If Morozova had made him, or the car, at the bus stop, he might have thrown her off by veering away. If they didn’t dismount here, he’d board the bus himself, a tipsy Czech apparatchik stumbling home from a late night at the office, or a bar, or both.
Gabe did not think of this game as cat and mouse. It was dangerous to cling to the fantasy that pursuer and pursued were different animals, living out their fate. In the real world, a cat could not become a mouse, or a mouse a cat. In Gabe’s world, that shift could come at any time. Chases turned when you least expected; your careful preparations pitched you straight into a trap.
He avoided thinking about Josh.
The bus stopped. He smoked, and watched reflections.
He found the women more easily than he’d expected. Andula drew the eye in a way Gabe couldn’t explain.
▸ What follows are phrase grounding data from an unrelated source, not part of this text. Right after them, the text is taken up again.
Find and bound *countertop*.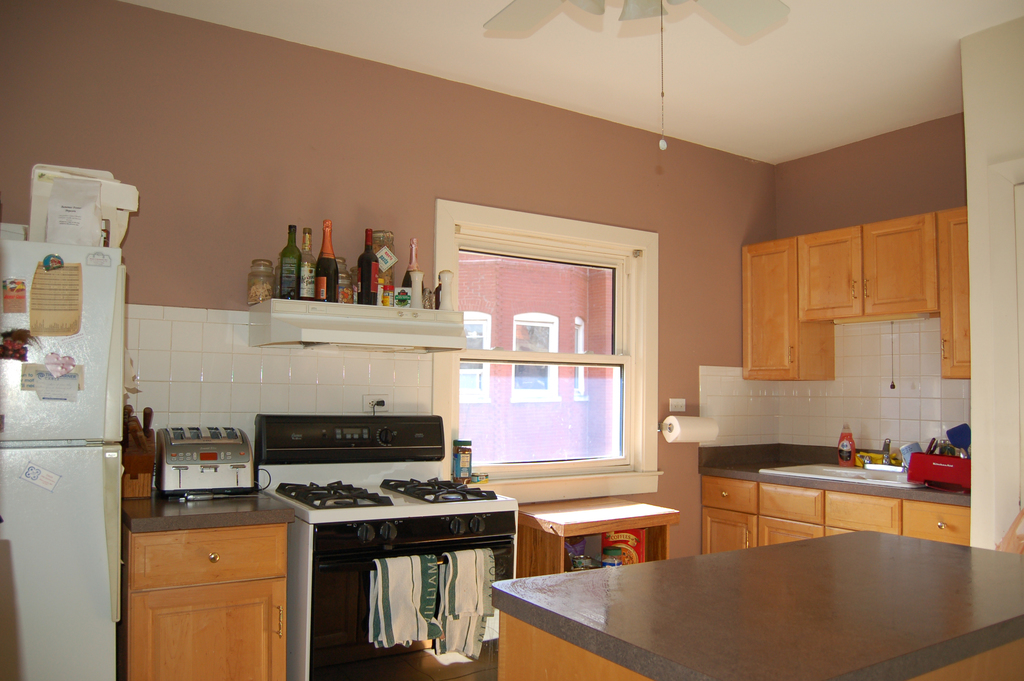
Bound: {"x1": 123, "y1": 494, "x2": 298, "y2": 532}.
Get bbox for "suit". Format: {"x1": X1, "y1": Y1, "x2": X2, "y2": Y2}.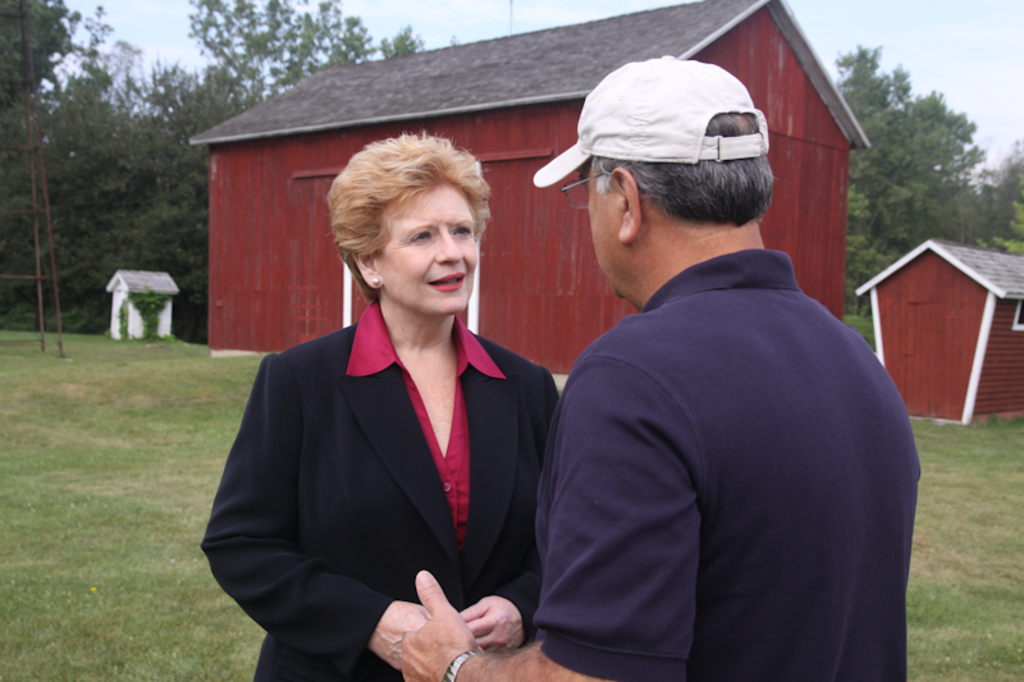
{"x1": 206, "y1": 297, "x2": 570, "y2": 678}.
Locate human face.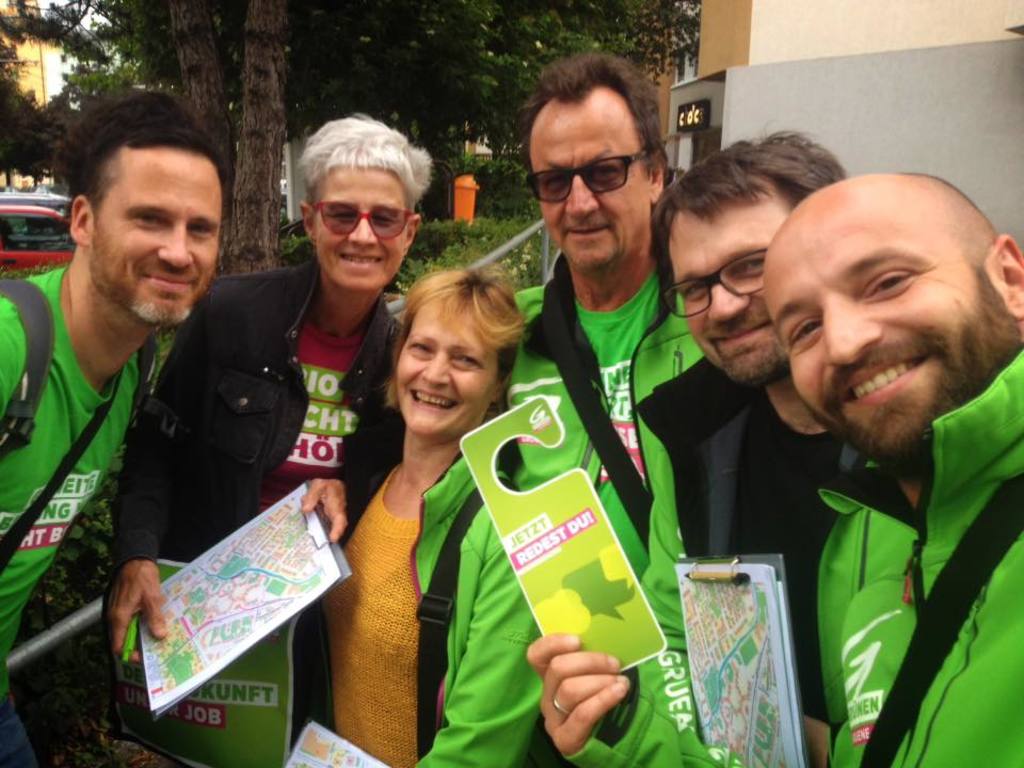
Bounding box: select_region(660, 178, 801, 391).
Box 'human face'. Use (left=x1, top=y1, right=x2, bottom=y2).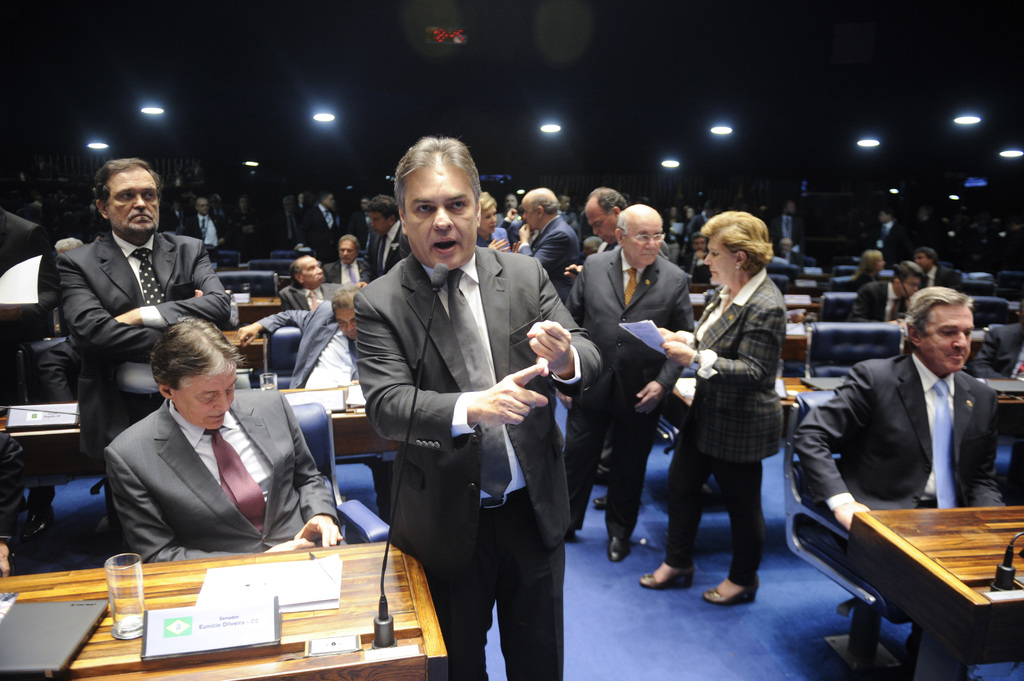
(left=702, top=238, right=735, bottom=284).
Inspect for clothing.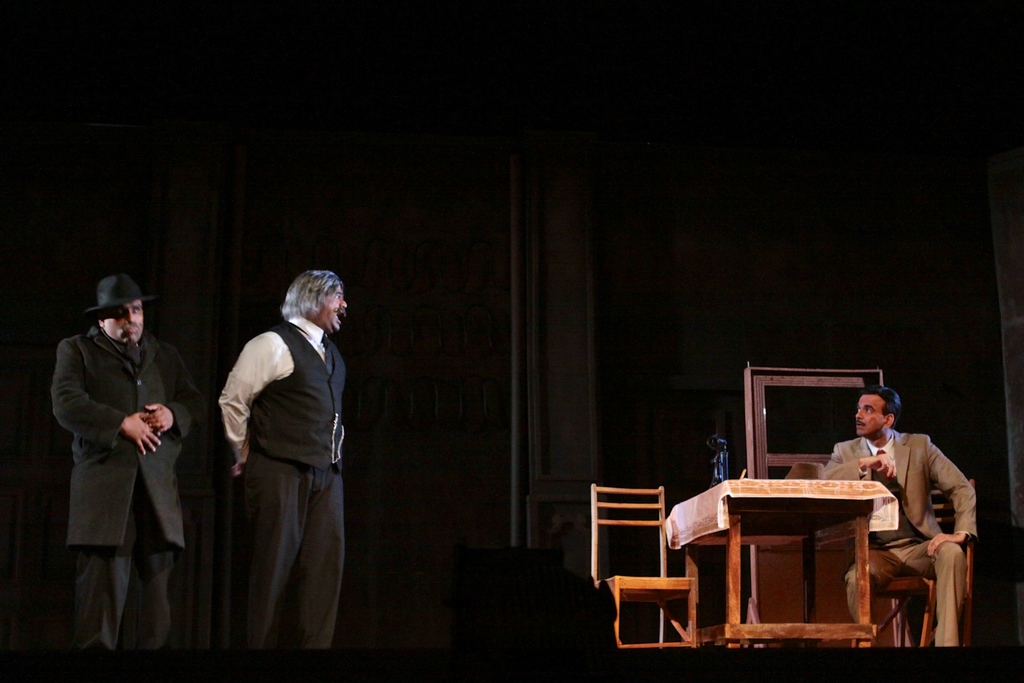
Inspection: rect(833, 427, 980, 675).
Morozova manipulated her charge well, moving them within a clump of bystanders; she’d hidden her own hair beneath a knit cap, and seemed shorter—swapping off heels, perhaps, or walking with a stoop.
As they neared, he looked past them, raised his hand as if greeting a friend just now exiting the bus, and brushed toward the rear of the crowd. Morozova’s eyes tracked over him, locked briefly. She quickened her step.
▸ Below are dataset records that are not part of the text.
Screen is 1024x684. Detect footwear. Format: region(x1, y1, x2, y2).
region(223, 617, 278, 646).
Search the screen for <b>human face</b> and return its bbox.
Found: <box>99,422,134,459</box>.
As the women passed him, Gabe realized he felt distinctly aware of their presence and location, especially Andula’s. Not merely conscious, as he would have been of any mark—aware. If he’d thrown a rock over his shoulder, he could have struck Andula in the arm. Like someone had switched on a radar screen in his skull.
He spun on his heel and tailed them north into the snow and swirl of the Staré Město.
• • •
Josh saw a blinding flash around a bend in the alley, and heard a wet thud. He pressed himself against the alley wall and stilled his breath. There was no cover here. Then again, that hadn’t been a gunshot.
Footsteps on iron echoed through the silence and the snow. He looked up to see a woman descending a fire escape set into the alley wall. Josh recognized her, and didn’t, at once. He’d seen her before, some part of his brain asserted:
short, muscular, dark-haired, this was the woman he’d chased down the alley. That was the hair off which the streetlamp light reflected.
But she was not Andula Zlata.
Gabe had been right. But Josh could have sworn, had sworn, he was chasing Zlata, as sure as he would have been swearing he had skin. Surer, in fact, than he ever should have felt about his ID of a target running in the dark. He was no field agent like Gabe. What had made him so positive that he’d left his partner and chased this woman into certain danger?
The woman leapt from the fire escape and landed in a fighter’s crouch in the snow. The steam of her breath wreathed her face and spread out behind her in the wind. She looked fierce, and cold.
She rubbed her arms, and walked toward the western alley.
Josh almost followed her. Then he heard the click of a gun being cocked.
“Do not move,” a man said in Russian. Earmuffs emerged from the bend in the alley ahead, a revolver leveled at the woman. “I will kill you.”
She turned. Josh did not need to see her eyes. Even from this distance, the scorn she directed against Earmuffs set the air wavering.
“What did you do to him?”
She raised her hands and walked toward Earmuffs, as if he were an unwelcome suitor and the revolver a rose. “Your friend will be well.” Josh recognized the accent on her Russian—Moscow, and the countryside before that. Interesting. “Put down the gun.”
Earmuffs’ revolver shook. He did not seem entirely certain where the woman stood. “Put your hands behind your head. Kneel.” Josh slipped his own sidearm from his pocket.
The woman did not move. “Throw the gun away, and we both leave this alley. Your friend will recover. You should go to him. No one should lie out in the cold on a night like this.” She was a body’s distance from Earmuffs now—either his body, or hers.
“Down!” Earmuffs barked, and raised the gun.
At which point Josh shouted, “Hey!” and ducked.